Rising crop costs are squeezing biofuel margins and may see production fall or stagnate in the United States for the first time since 1996, adding to challenges in Brazil and Europe.

A long-run correlation between US corn and crude oil broke down this month, stemming from new fears for the world economy coupled with harsh conditions in key corn growing areas.

The changing dynamic illustrates challenges for the sector.

US corn ethanol production margins are driven by oil markets and costs driven by corn markets: Correlation between the two is net neutral for biofuel margins, but they are now diverging and driving grain-based ethanol further in the red.

In Brazil, meanwhile, ethanol is made from sugar where high prices have also made ethanol uncompetitive with subsidised gasoline.
In Europe, a long-run over-capacity in biodiesel continues.

FLAT
In its short-term energy outlook this month the US Energy Information Administration forecast ethanol output this year would remain flat at about 14 million gallons, still comfortably above the minimum blending mandate this year of 13.2 billion gallons.

That would be the first time of flat demand since 1996. Some analysts predict a fall.

Challenges for the US industry include the expiry at the end of last year of subsidies including a domestic blending credit and import tax.

In addition, corn prices have risen on low inventories plus tough growing conditions including a drought in US Midwest.

Meanwhile US road fuel demand is falling, with knock-on effects for ethanol consumption which fell in the first two months of this year, EIA data show.
US spot ethanol margins have been negative for much of the past year and stocks are rising.

That has led some ethanol plants to idle production. For example, Valero Energy recently shut a 110 million gallon plant until the next harvest.
On the upside, refining demand remains given continuing positive blending margins where the price of gasoline exceeds ethanol.

Meanwhile fuel manufacturers are now allowed to market higher blends of 15 percent ethanol (E15) compared with 10 percent previously, pending commercial rollout.

DECLINE
In No. 2 producer Brazil, most cars are flex-fuel, running on various combinations of gasoline and ethanol.

Gasoline prices are persistently low, unchanged since 2006 and under-cutting a pure ethanol alternative whose production costs rose with the price of sugar last year.
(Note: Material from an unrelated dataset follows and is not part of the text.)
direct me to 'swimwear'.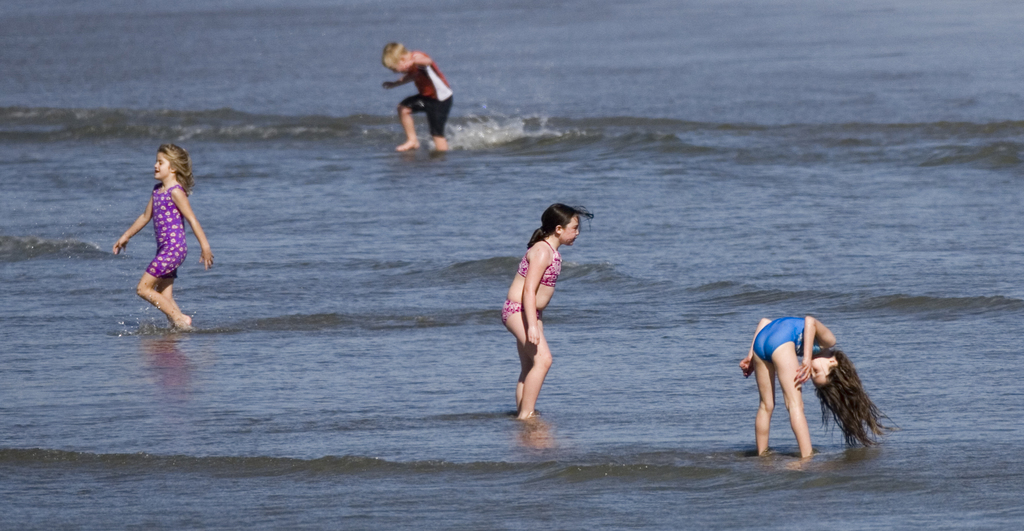
Direction: [x1=515, y1=236, x2=564, y2=287].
On Monday, the Brazilian government raised the gasoline price but also lowered the tax, netting no change to consumer prices and doing nothing therefore for ethanol economics.

Analysts estimate gasoline prices need to rise by 9 to 15 percent at the pump to make ethanol production sufficiently attractive to stimulate investments again.
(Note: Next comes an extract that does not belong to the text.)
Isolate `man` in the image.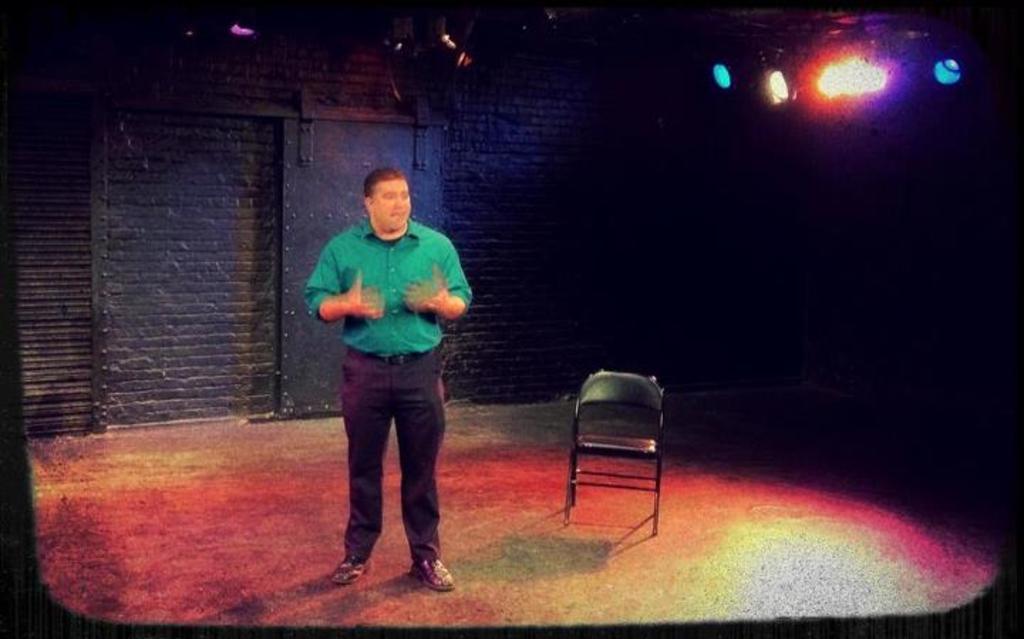
Isolated region: [302, 167, 469, 591].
But Brazilian ethanol production could rebound, depending on the relative economics of producing sugar or ethanol, as world sugar prices fall.
In Europe, meanwhile, grain shortages have curtailed biofuel production, while the biodiesel market is suffering from chronic over-capacity.
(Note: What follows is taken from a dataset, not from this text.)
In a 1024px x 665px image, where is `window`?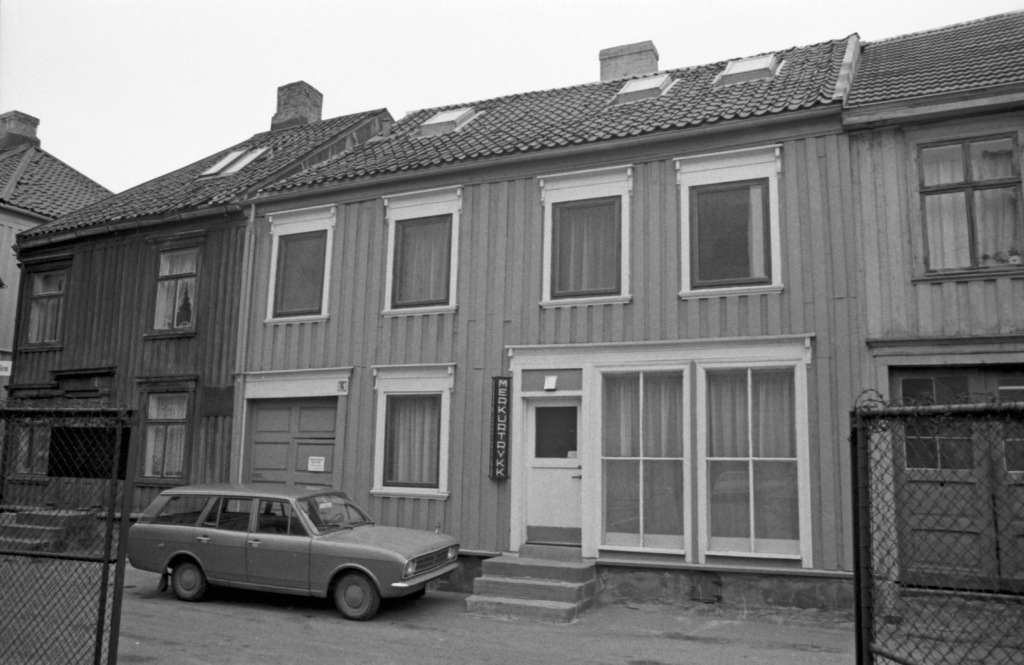
[24, 267, 61, 348].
The European Union's renewable energy directive requires countries to achieve a 10 percent share of green energy in road transport by 2020, the vast majority of which will be met using biofuels.

In addition, the bloc's related directive on fuel quality forces oil companies to cut the carbon content of transport fuels by 6 percent by 2020, again chiefly through biofuel blending.

But the market has been paralyzed by uncertainty over how regulators will account for the carbon emissions of the alternative fuel, as well as cheap US imports and tight vegetable oil and grain markets.

The global biofuel picture therefore is of muted growth, owing to rising crop prices and reduced fuel demand.

The longer term future is also clouded, by profitability doubts and the rollout of advanced biofuels, as well as continuing doubts over the CO2 and food price impacts of first generation fuels.